Saturday, August 11, 2007

Dear Devastator

Hey guys- I won't be around for the webinar, as I'll be flying to Florida tomorrow night. It's an unexpected inconvenience that nobody is happy about. I don't envy you who are going to be making the call, however, because it looks likely to turn into an unproductive hour of audience research babble. I should have said this sooner, but this blog is a mess.
We've made pages and pages in a week, and no post seems to get more than one comment. Those that do get one usually aren't about audience research at all. I kind of just feel that audience research was a wrong first step. Not a step backwards, but maybe an awkward sideways step. Starting with audience statistics seems so business-driven to me; I think of advertisers who want to market cars to women and desperate radio stations that want kids to listen again. Artists don't start don't start creating with audience research and journalists don't start a story with audience research. Maybe those "don'ts" should be "shouldn'ts."
A charge was made that we're supposed to produce "the iPod of Journalism." I wasn't so bothered by the analogy because the iPod was conceived through a creation net strategy like ours, but I can think of a couple key differences right now. For one, I'm pretty sure they didn't start with audience research. "Let's just make an MP3 player that isn't completely terrible," they probably said. They had a problem to address right there. Then they probably started scribbling some ideas down, hardcore brainstorming, researching current technologies, that sort of stuff. When the iPod was presented to Steve Jobs, I'm sure he didn't say, "This is great, but who do I sell this to? Where's the audience research?". It was just awesome, you know? Our idea does need an audience, or a community at least, but I think it might be more natural to start with awesome idea and then figure out who to sell it to, if it isn't already apparent.
Also, I'm pretty sure those in the iPod creation net were not required to do five posts a week on some sort of bottomless blog. If I'm wrong here please disregard everything I've said, but this blog homework has only seemed to muddle our goal. Are we seriously going to acknowledge each post tomorrow night? What are we going to resolve? Did you all really want to know about the internet habits of yuppies before we revolutionize journalism? If the answer to that last one is yes, I guess it's not too late for me to go find a couple pages of unsurprising statistics if you promise that it will lead to an iPod-caliber idea.
And yes, I know this whole post wasn't cool, and unnecessarily grumpy, and douchey. I think it's less dead grandpa and more "I'm never getting paid, am I?". I realize that audience research could have been a good way to spark ideas, to get people thinking about problems and to weed out the slacker kids who hate this kind of stuff, but it all seems like a wasted week for me.
The collective innovation incubators' number one principle is Fun. I'm pretty sure half of us picked it as a joke, but I think that only strengthens the notion. I double-checked the thesaurus and this blog is actually the complete opposite of Fun. It's an antonym. My suggestion for next week is that we blog about journalism problems that matter to us, in fewer than five posts if one chooses. I'm just saying- it might spark more of a dialogue than audience research has.

Forever with love,
Kyle
"Thinking and winning do not mix."

3 comments:

micah said...

I'm not supposed to agree with you, so I'm not. BUT, if I was allowed to speak freely, I might be so inclined to agree with you totally.

Dave said...

too bad you won't be around to hash these things out during the meeting. i have some concerns of my own that kind of go along with this.

Unknown said...

Well articulated.

F.y.i., the genesis of the iPod, told with all the mastery Wired can conjure.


- **What needs to be done**:
Among the entries that follow, some lines contain the word "tree". Show all of them.
::::
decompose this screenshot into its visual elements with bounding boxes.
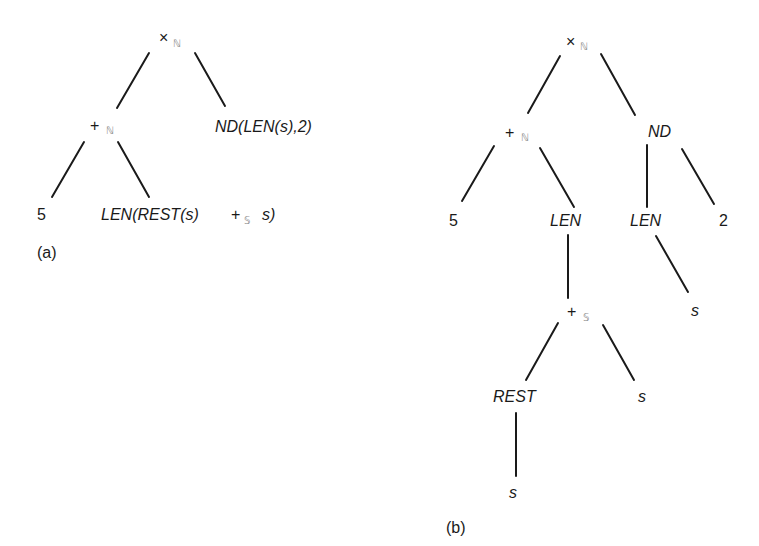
node-b-plus: +	[505, 124, 514, 141]
node-b-plus-strings: +	[567, 303, 576, 320]
edge-a-plus-5	[52, 142, 84, 197]
node-b-leaf-s: s	[638, 388, 646, 405]
node-b-leaf-5: 5	[449, 212, 458, 229]
tree-a: × ℕ + ℕ ND(LEN(s),2) 5 LEN(REST(s) + 𝕊 s…	[37, 29, 312, 261]
node-b-leaf-s: s	[691, 302, 699, 319]
subscript-strings: 𝕊	[244, 215, 250, 226]
node-a-len-expression: LEN(REST(s)	[101, 206, 199, 223]
edge-b-plus-5	[462, 146, 494, 201]
edge-a-plus-len	[118, 142, 149, 197]
tree-b: × ℕ + ℕ ND 5 LEN LEN 2 s + 𝕊 REST s s (b…	[446, 33, 728, 536]
node-b-rest: REST	[493, 388, 537, 405]
node-b-root-times: ×	[566, 33, 575, 50]
edge-b-plus-len	[540, 148, 574, 207]
node-a-len-tail: s)	[262, 206, 275, 223]
edge-b-root-nd	[601, 54, 635, 115]
node-a-nd-expression: ND(LEN(s),2)	[215, 118, 312, 135]
edge-b-root-plus	[528, 56, 560, 113]
caption-b: (b)	[446, 519, 466, 536]
edge-b-len-s	[656, 236, 688, 292]
subscript-naturals: ℕ	[521, 132, 529, 143]
node-a-plus-op: +	[231, 206, 240, 223]
node-b-leaf-2: 2	[719, 212, 728, 229]
caption-a: (a)	[37, 244, 57, 261]
subscript-naturals: ℕ	[106, 125, 114, 136]
edge-a-root-nd	[195, 53, 225, 106]
node-b-nd: ND	[648, 123, 672, 140]
edge-b-plus-rest	[526, 323, 558, 380]
node-a-plus: +	[90, 117, 99, 134]
edge-b-plus-s	[603, 325, 634, 380]
node-a-leaf-5: 5	[37, 206, 46, 223]
edge-b-nd-2	[682, 149, 714, 204]
node-b-leaf-s: s	[509, 484, 517, 501]
node-b-len-left: LEN	[550, 212, 582, 229]
node-b-len-right: LEN	[630, 212, 662, 229]
edge-a-root-plus	[117, 53, 149, 108]
subscript-naturals: ℕ	[173, 38, 181, 49]
node-a-root-times: ×	[159, 29, 168, 46]
subscript-naturals: ℕ	[580, 41, 588, 52]
subscript-strings: 𝕊	[583, 312, 589, 323]
parse-tree-figure: × ℕ + ℕ ND(LEN(s),2) 5 LEN(REST(s) + 𝕊 s…	[0, 0, 759, 546]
::::
- **Your response**:
tree-a: × ℕ + ℕ ND(LEN(s),2) 5 LEN(REST(s) + 𝕊 s…	[37, 29, 312, 261]
tree-b: × ℕ + ℕ ND 5 LEN LEN 2 s + 𝕊 REST s s (b…	[446, 33, 728, 536]
parse-tree-figure: × ℕ + ℕ ND(LEN(s),2) 5 LEN(REST(s) + 𝕊 s…	[0, 0, 759, 546]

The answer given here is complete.